Exporting the Catch, Importing the Consequences: How Socialist Bureaucrats Sacrificed Local Fishers for Global Agendas
- Dane Van Der Neut

- May 23
- 3 min read

For generations, coastal communities across Australia and the developed world built their livelihoods from the sea. But in just a few decades, once-thriving fishing fleets have been dismantled — not by overfishing, nor by ecological collapse — but by policy. And behind that policy? A well-fed layer of unelected bureaucrats and university-trained ideologues who believed wealth should flow not to their own people, but outward — toward developing nations.
Welcome to the quiet economic betrayal that hollowed out Western fisheries while flooding supermarkets with cheap imports. All in the name of “sustainability”, “equity”, and global “development”.
🌊 A Quiet Revolution Beneath the Waves
Since the 1980s, developed countries — particularly Australia, the United States, and Canada — began aggressively regulating their commercial fishing industries. Licence caps, restrictive quotas, marine parks, and convoluted harvest strategies were introduced, often with little regard for the fishers who kept these industries afloat.
But while local fleets were being tied down, global seafood imports skyrocketed. Thailand, China, Vietnam, and Chile rose to dominance — not because their fisheries were more sustainable, but because they weren’t subject to the same ideological straightjacket.
Between 1980 and 2020:
Australia: Over 60% of seafood is now imported.
United States: Over 79% of seafood now comes from overseas.
Canada: Roughly 62% of seafood consumed is imported.
These aren’t just statistics. They represent millions of meals no longer caught by locals — and billions of dollars that used to circulate in our coastal towns now funnelled offshore.
🧠 The Ideology Behind It
This didn’t happen by mistake. It was driven by ideology — the slow spread of soft socialism through public policy and academia.
Universities trained a generation of policy-makers to believe it was exploitative for developed nations to benefit from their natural resources. That wealth redistribution was not only fair but necessary. That to be ethical, we must outsource production — including food.
That ideology spread into government departments, environmental NGOs, and global sustainability programs. Local fisheries weren’t simply “managed” — they were deliberately dismantled, with the assumption that any shortfall would be filled by cheaper imports from the Global South.
And they were — often with less traceability, fewer environmental controls, and far greater transport emissions. But for the bureaucrats, the environmentalists, and the academics, the optics were more important than the outcome.
⚖️ Who Benefited?
Not the consumer. Prices have risen.
Not the fishers. Their boats are idle, licences bought out, and sons and daughters pushed away from the industry.
Not the environment. In many cases, the imports come from nations with weaker environmental protections and a greater reliance on industrial aquaculture or destructive fishing practices.
So who did benefit?
International consultants running “blue economy” forums.
Academics delivering policy advice removed from real-world impact.
Corporate importers capitalising on cheap foreign supply.
In other words, the bureaucratic class — those who neither catch nor cook the fish, but built careers designing systems that push the catch further from our shores.
📣 When Will There Be Accountability?
It’s time these questions were asked:
When will government departments be held accountable for systematically undermining our fishing communities?
When will universities answer for training a generation of technocrats more loyal to global ideologies than local realities?
When will our leaders acknowledge that policies designed to make us “fairer” have instead made us dependent?
This wasn’t sustainability. This was sovereignty hollowed out in a lab coat.
This wasn’t fairness. This was a bureaucratic wealth transfer from the working class to the consulting class.
🐟 Reclaiming the Right to Fish
Local fishers aren’t asking for special treatment. They’re asking for a fair go — for the right to work the waters they’ve responsibly fished for generations. For the chance to rebuild a domestic seafood industry that puts Australians first — both as producers and consumers.
Because at the end of the day, seafood should be a national asset, not a bureaucratic bargaining chip.
So we’ll keep asking:
If the oceans are part of our heritage — why did our own governments give them away?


PROBLEM TO SOLVE » Read the records below and report each line in which "down" occurs.

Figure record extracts
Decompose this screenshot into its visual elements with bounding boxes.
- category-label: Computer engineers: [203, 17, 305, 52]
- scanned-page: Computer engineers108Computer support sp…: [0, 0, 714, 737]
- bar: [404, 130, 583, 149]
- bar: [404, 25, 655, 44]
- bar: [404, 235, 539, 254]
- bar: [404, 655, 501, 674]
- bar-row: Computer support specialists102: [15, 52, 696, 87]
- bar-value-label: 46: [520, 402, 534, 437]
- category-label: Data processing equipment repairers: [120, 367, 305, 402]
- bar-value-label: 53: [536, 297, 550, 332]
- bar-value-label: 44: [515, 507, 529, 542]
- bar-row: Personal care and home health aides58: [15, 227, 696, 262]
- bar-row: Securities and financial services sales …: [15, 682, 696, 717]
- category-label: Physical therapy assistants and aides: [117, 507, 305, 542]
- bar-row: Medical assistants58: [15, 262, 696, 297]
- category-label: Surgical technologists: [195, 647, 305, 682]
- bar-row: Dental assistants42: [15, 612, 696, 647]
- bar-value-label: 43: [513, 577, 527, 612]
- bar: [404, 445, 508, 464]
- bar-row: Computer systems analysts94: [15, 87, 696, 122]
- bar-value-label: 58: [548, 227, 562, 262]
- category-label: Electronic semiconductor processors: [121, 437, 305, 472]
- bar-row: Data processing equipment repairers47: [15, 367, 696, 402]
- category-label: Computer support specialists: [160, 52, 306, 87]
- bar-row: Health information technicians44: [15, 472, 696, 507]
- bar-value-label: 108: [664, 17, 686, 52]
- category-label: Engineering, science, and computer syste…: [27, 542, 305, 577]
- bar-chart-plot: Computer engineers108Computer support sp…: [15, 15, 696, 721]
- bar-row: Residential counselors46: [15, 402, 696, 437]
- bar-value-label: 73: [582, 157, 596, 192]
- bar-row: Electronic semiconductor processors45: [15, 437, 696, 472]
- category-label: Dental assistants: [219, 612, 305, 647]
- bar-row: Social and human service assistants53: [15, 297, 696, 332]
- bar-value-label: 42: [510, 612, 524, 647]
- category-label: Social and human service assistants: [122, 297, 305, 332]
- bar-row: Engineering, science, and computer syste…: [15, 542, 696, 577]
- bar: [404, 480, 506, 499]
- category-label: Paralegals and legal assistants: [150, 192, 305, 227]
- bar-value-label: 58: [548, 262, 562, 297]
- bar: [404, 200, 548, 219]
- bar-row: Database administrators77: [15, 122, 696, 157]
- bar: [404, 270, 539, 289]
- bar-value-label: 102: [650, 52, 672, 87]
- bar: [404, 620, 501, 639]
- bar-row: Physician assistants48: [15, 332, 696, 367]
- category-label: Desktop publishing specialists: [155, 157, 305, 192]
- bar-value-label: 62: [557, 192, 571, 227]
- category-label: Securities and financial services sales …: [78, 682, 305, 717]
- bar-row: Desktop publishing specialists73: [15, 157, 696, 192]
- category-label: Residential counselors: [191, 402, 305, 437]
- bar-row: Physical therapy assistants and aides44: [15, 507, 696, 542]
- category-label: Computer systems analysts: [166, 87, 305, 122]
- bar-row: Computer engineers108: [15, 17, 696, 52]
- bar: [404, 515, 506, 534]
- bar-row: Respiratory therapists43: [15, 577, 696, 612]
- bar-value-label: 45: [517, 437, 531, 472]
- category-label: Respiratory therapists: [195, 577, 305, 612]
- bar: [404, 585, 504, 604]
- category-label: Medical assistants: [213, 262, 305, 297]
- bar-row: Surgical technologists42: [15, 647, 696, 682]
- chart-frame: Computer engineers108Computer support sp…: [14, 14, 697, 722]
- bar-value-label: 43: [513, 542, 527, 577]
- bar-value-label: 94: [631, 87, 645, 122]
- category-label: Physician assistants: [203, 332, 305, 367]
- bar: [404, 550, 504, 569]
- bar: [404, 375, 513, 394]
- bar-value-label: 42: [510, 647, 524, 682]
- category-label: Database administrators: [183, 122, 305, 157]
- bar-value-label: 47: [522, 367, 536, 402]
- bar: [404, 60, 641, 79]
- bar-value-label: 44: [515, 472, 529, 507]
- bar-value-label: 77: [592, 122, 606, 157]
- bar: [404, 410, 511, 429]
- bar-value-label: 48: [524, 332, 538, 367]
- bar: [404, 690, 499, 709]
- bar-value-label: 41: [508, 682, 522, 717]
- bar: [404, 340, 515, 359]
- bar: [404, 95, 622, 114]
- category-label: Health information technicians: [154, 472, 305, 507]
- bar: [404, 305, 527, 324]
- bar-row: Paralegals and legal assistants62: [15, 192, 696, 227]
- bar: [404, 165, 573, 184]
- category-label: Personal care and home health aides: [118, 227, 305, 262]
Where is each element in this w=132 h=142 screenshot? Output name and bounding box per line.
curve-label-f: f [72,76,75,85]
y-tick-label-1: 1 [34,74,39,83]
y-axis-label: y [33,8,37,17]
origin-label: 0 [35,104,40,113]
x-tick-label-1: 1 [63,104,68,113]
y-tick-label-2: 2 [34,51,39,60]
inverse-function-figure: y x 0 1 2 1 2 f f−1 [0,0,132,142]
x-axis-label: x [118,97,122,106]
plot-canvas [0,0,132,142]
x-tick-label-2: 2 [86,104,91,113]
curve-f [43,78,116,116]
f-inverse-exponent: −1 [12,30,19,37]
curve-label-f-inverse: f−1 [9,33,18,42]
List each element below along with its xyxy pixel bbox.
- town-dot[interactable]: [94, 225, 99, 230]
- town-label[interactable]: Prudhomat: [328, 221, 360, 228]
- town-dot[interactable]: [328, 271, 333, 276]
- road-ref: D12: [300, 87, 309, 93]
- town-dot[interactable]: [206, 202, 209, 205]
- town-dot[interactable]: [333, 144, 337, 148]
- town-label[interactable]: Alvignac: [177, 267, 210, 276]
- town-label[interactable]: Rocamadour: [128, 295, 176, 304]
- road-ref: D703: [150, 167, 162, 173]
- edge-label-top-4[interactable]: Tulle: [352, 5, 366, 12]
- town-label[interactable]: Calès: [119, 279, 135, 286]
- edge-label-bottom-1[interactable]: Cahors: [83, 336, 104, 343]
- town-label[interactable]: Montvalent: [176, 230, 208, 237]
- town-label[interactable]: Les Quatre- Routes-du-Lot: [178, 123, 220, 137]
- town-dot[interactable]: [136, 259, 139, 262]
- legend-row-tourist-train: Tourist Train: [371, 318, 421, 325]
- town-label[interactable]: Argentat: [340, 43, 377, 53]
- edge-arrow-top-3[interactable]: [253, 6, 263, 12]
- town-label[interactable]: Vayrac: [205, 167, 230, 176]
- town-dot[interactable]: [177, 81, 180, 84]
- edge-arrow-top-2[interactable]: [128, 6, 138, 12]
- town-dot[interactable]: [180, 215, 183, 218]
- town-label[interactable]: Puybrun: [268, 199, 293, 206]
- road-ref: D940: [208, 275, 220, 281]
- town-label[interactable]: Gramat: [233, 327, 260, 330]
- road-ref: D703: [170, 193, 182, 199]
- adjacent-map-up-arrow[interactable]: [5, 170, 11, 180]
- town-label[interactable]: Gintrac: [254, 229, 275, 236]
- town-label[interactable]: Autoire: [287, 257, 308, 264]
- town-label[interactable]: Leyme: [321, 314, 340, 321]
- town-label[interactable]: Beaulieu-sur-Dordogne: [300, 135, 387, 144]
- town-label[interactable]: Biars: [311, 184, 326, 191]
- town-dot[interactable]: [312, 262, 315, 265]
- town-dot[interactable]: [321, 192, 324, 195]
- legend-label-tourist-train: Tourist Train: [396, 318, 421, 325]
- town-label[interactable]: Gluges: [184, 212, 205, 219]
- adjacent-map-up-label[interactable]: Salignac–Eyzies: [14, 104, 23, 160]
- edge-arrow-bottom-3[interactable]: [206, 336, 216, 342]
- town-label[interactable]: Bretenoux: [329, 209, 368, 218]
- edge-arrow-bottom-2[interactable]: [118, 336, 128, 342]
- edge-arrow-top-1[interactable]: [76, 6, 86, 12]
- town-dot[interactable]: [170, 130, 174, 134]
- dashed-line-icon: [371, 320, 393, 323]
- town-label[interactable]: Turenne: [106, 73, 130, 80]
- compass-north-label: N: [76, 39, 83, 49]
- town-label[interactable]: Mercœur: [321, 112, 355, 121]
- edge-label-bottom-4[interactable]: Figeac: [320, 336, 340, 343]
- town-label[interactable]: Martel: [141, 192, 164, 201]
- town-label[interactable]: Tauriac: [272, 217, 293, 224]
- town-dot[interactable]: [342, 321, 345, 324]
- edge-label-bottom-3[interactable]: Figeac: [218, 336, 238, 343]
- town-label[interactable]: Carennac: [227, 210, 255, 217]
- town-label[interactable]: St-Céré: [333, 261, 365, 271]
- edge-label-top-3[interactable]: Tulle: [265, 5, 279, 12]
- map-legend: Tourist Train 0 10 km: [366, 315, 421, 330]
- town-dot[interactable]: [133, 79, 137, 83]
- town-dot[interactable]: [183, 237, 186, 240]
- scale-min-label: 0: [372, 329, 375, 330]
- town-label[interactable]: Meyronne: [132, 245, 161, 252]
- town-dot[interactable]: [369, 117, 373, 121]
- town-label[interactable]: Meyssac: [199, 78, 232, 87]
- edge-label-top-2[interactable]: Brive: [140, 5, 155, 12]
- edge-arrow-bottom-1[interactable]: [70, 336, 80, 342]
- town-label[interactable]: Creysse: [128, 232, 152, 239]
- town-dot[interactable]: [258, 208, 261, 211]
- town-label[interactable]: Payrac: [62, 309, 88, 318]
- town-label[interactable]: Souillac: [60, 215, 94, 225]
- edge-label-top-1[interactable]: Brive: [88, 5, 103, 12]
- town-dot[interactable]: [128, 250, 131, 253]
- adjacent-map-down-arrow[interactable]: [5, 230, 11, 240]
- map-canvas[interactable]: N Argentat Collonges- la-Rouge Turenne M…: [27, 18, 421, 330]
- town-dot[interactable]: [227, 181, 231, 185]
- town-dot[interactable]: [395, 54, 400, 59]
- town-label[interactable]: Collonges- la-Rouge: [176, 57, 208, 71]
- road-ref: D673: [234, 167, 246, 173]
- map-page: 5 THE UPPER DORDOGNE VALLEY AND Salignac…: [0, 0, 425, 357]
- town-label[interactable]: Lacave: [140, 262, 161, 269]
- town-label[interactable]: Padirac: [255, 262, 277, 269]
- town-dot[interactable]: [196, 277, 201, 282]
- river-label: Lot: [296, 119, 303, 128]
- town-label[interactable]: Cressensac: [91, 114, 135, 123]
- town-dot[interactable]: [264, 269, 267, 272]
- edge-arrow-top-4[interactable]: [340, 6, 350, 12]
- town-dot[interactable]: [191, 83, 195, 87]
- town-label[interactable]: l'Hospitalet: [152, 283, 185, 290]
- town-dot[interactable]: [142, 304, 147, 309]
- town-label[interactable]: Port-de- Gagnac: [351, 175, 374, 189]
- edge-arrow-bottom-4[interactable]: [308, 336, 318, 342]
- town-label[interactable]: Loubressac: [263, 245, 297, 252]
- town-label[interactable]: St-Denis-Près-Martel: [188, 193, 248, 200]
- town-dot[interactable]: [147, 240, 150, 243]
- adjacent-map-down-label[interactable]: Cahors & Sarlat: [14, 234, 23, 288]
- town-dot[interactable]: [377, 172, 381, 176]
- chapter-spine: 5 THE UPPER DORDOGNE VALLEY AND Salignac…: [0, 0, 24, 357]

OUTPUT FOR THIS EXERCISE »
- adjacent-map-down-arrow[interactable]: [5, 230, 11, 240]
- adjacent-map-down-label[interactable]: Cahors & Sarlat: [14, 234, 23, 288]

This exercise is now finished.